**What to produce**. Restate each entry word for word, leaving nothing out.

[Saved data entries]
* * * * * * *

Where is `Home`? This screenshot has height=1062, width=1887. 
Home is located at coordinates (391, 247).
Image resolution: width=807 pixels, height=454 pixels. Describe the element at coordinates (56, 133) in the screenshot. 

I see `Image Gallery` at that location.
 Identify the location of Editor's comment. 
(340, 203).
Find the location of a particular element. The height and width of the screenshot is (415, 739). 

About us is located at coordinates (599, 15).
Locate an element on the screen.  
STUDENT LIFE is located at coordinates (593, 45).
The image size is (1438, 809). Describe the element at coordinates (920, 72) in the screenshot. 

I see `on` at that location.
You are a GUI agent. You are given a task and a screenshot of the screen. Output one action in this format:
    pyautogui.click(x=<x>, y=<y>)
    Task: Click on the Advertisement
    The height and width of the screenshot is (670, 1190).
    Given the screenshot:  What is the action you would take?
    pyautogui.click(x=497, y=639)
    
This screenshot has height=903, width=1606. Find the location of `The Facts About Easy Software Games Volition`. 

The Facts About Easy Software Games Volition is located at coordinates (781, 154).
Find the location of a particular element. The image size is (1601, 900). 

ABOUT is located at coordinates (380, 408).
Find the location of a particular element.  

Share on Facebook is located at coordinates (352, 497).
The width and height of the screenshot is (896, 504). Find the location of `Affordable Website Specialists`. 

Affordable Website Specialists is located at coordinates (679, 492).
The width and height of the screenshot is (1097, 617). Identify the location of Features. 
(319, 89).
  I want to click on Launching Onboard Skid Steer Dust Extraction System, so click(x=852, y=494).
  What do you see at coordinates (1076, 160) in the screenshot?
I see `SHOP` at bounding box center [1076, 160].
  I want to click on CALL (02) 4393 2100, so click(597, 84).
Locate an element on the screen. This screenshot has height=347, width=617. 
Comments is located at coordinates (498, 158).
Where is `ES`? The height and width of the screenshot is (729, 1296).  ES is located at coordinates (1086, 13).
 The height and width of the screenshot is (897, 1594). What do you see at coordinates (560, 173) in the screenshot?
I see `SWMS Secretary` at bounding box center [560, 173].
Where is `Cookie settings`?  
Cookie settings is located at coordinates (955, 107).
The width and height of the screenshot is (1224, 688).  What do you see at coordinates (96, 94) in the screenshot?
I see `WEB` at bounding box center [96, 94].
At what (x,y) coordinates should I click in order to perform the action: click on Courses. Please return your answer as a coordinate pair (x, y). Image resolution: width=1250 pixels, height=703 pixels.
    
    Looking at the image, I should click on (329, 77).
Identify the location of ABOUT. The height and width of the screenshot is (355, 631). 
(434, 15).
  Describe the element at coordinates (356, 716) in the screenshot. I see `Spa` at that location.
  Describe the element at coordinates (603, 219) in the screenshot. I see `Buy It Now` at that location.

* * * * * * *

**Response area**.
Where is `Home`? This screenshot has height=1062, width=1887. 
Home is located at coordinates (391, 247).
Image resolution: width=807 pixels, height=454 pixels. Describe the element at coordinates (56, 133) in the screenshot. 

I see `Image Gallery` at that location.
 Identify the location of Editor's comment. 
(340, 203).
Find the location of a particular element. The height and width of the screenshot is (415, 739). 

About us is located at coordinates (599, 15).
Locate an element on the screen.  
STUDENT LIFE is located at coordinates (593, 45).
The image size is (1438, 809). Describe the element at coordinates (920, 72) in the screenshot. 

I see `on` at that location.
You are a GUI agent. You are given a task and a screenshot of the screen. Output one action in this format:
    pyautogui.click(x=<x>, y=<y>)
    Task: Click on the Advertisement
    The height and width of the screenshot is (670, 1190).
    Given the screenshot:  What is the action you would take?
    pyautogui.click(x=497, y=639)
    
This screenshot has height=903, width=1606. Find the location of `The Facts About Easy Software Games Volition`. 

The Facts About Easy Software Games Volition is located at coordinates (781, 154).
Find the location of a particular element. The image size is (1601, 900). 

ABOUT is located at coordinates (380, 408).
Find the location of a particular element.  

Share on Facebook is located at coordinates (352, 497).
The width and height of the screenshot is (896, 504). Find the location of `Affordable Website Specialists`. 

Affordable Website Specialists is located at coordinates (679, 492).
The width and height of the screenshot is (1097, 617). Identify the location of Features. 
(319, 89).
  I want to click on Launching Onboard Skid Steer Dust Extraction System, so click(x=852, y=494).
  What do you see at coordinates (1076, 160) in the screenshot?
I see `SHOP` at bounding box center [1076, 160].
  I want to click on CALL (02) 4393 2100, so click(597, 84).
Locate an element on the screen. This screenshot has height=347, width=617. 
Comments is located at coordinates (498, 158).
Where is `ES`? The height and width of the screenshot is (729, 1296).  ES is located at coordinates (1086, 13).
 The height and width of the screenshot is (897, 1594). What do you see at coordinates (560, 173) in the screenshot?
I see `SWMS Secretary` at bounding box center [560, 173].
Where is `Cookie settings`?  
Cookie settings is located at coordinates (955, 107).
The width and height of the screenshot is (1224, 688).  What do you see at coordinates (96, 94) in the screenshot?
I see `WEB` at bounding box center [96, 94].
At what (x,y) coordinates should I click in order to perform the action: click on Courses. Please return your answer as a coordinate pair (x, y). Image resolution: width=1250 pixels, height=703 pixels.
    
    Looking at the image, I should click on (329, 77).
Identify the location of ABOUT. The height and width of the screenshot is (355, 631). 
(434, 15).
  Describe the element at coordinates (356, 716) in the screenshot. I see `Spa` at that location.
  Describe the element at coordinates (603, 219) in the screenshot. I see `Buy It Now` at that location.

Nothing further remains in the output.